Look at the episode and you’ll see one of the video clips of Arizona Republican Senator John Kyl who, as Stewart set it up, “tried to slip a whopper past [CNN’s] John King.” When King responded by saying, “we’re out of time,” an appalled Stewart looked into the camera and shouted, “Out of time? The show is four [beeping] hours long!”

Another clip was of Utah Republican Senator Orrin Hatch who, as Stewart set it up, made “bold, slippery slope statements” to CNN’s Tony Harris. When Harris responded, “All right, let’s leave it there,” a further appalled Stewart leaned into the camera and shouted even louder, “No! Don’t leave it there! You have 24 hours in a day! How much time do you need?”

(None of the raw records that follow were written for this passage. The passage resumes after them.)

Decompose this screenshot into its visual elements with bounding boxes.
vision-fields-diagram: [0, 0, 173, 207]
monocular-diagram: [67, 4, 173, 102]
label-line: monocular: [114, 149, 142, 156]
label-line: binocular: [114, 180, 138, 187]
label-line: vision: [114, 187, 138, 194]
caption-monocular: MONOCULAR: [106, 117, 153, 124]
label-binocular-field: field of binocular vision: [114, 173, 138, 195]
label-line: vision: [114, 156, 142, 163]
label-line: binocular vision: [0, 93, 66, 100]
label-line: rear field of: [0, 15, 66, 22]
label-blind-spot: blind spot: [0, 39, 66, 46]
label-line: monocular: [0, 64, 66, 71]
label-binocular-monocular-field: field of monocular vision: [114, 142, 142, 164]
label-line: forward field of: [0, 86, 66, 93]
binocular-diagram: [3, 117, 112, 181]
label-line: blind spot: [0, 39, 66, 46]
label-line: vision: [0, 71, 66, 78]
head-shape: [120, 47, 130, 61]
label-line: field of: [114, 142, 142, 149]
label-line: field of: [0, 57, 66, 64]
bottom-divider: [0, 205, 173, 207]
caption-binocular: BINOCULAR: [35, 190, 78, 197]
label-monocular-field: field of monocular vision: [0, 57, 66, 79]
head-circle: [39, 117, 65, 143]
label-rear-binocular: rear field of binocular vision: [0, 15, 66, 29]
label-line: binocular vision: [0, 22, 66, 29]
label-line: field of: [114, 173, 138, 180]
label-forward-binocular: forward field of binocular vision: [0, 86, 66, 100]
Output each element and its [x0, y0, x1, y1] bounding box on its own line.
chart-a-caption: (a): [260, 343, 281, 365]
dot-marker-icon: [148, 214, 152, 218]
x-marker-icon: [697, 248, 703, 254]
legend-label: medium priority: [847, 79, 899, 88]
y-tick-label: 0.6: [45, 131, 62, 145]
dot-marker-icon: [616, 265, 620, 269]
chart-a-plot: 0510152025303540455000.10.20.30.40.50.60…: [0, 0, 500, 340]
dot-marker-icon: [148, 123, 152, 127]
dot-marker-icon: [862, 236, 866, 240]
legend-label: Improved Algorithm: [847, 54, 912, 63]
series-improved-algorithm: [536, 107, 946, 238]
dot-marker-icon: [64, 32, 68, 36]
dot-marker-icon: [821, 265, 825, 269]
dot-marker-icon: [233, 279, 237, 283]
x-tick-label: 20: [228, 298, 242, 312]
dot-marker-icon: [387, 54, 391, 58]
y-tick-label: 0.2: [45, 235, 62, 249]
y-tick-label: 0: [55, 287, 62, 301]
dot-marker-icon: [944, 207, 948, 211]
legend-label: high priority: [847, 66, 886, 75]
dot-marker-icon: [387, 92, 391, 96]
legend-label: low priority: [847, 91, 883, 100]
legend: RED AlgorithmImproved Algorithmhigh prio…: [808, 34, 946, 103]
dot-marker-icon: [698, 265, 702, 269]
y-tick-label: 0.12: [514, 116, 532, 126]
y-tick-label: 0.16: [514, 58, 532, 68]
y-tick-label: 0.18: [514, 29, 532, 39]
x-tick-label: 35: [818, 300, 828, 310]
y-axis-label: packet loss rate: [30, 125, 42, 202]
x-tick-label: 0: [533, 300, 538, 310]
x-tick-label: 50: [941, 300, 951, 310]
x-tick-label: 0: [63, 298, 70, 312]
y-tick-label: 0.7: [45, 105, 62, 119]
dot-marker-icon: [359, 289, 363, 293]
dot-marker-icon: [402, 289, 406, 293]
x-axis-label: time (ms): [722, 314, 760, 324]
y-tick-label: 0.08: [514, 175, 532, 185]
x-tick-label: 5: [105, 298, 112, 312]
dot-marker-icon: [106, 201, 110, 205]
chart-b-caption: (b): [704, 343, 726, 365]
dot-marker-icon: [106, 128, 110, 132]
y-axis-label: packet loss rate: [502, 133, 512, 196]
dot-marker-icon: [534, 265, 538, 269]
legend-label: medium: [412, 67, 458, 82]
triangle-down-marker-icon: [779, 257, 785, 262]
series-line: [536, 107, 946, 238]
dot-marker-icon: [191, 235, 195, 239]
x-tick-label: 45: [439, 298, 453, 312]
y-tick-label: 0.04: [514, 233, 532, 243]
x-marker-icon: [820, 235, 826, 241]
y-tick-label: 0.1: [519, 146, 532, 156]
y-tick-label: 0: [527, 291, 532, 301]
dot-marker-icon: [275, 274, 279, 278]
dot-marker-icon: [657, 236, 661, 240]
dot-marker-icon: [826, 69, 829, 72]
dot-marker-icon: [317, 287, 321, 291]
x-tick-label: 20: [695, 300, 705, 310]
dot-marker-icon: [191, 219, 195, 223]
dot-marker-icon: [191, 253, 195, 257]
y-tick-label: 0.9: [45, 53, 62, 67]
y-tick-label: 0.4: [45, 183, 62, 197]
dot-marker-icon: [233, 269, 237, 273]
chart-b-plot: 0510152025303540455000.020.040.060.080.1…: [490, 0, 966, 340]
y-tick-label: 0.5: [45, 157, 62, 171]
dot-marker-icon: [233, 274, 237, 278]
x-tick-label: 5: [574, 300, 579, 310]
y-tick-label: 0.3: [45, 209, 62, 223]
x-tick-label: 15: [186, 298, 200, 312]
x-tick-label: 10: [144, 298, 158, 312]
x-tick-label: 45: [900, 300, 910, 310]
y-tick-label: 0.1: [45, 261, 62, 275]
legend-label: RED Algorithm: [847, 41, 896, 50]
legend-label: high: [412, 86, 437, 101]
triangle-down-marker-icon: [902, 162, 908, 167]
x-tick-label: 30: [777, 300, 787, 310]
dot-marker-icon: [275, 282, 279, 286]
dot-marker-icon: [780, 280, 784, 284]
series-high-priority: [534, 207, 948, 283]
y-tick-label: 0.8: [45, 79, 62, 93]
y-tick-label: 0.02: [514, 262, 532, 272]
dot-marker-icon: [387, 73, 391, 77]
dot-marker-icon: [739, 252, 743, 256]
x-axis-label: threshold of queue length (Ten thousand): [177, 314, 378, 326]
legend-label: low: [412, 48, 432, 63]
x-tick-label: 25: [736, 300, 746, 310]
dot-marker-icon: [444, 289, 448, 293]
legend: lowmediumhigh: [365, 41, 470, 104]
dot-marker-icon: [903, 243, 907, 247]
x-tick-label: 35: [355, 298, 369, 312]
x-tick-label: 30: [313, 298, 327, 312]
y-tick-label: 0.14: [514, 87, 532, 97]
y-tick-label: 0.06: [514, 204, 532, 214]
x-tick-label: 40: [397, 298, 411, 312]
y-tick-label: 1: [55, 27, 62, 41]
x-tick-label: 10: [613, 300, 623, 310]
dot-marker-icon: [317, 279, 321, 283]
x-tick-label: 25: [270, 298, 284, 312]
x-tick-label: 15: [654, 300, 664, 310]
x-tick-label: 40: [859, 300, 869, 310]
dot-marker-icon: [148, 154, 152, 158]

The Daily Show’s expert video editors then strung together a series of quick cuts of other CNN personalities—Wolf Blitzer, Gloria Borges, Rick Sanchez, Anderson Cooper, and Don Lemon—all parroting the same “Leave it there” phrase. Stewart came back on camera to punctuate the sequence by saying, “I guess that explains CNN’s new slogan, ‘CNN. Nobody leaves more there.’”

Underlying all the comedy was Stewart’s sharp protest that journalism in the 21st Century has deteriorated to almost passive reportage; a far cry from the investigative pursuits made by CBS’s Walter Cronkite, Sixty Minutes’ Don Hewitt, and the New York Times’ William Safire, whose recent departures emphasized the vacuum they left in journalism.